Staring at her thoughts thinking, “Who is she?”

She’s got a few too many thoughts racing around her head, theorizing and plotting and cussing and questioning. She can feel her upbeat heartbeat through every vein and it’s pounding so loud it’s headache-inducing. She doesn’t notice the headache, though, what with all the other pain in there. There’s a panic attack in one corner hiding from the next uncontrollable fit of rage. There’s the never-ending desire to sleep — maybe forever — because exhaustion is her personality. There’s a waterfall flooding into her lungs now because her tears are just as lost as she is and have no place else to go. There’s a pile of boxes of grief and losses she must still process, but there’s a severe lack of knowledge on coping.
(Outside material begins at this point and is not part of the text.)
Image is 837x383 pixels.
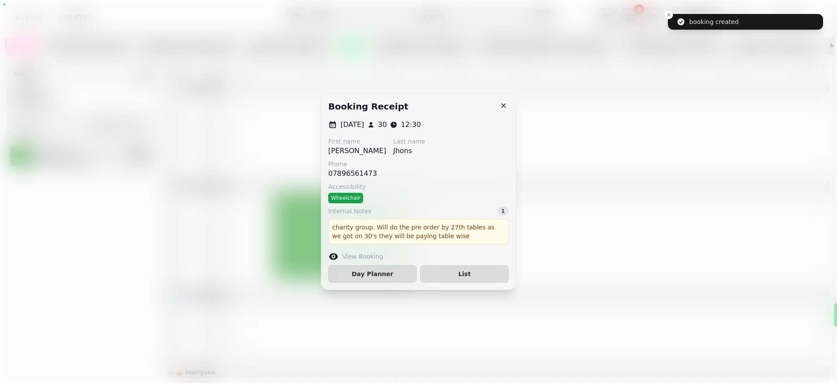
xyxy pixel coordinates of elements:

There’s nothing and there’s everything — total numbness and every feeling in the universe, all at once, a masquerade of emotional chaos. She doesn’t get to choose which mask she wears, though, because they all take unpredictable turns, a game of roulette she never signed up for. She’s always felt off and wrong and uncertain and uncalled for but she has trouble defining what she truly actually feels because what is feeling, anyway? And what’s the point of it?

Staring at myself thinking, “Who am I?”

I don’t know.

But I know I’m not the depression, the anxiety, the anger. I am not the pain.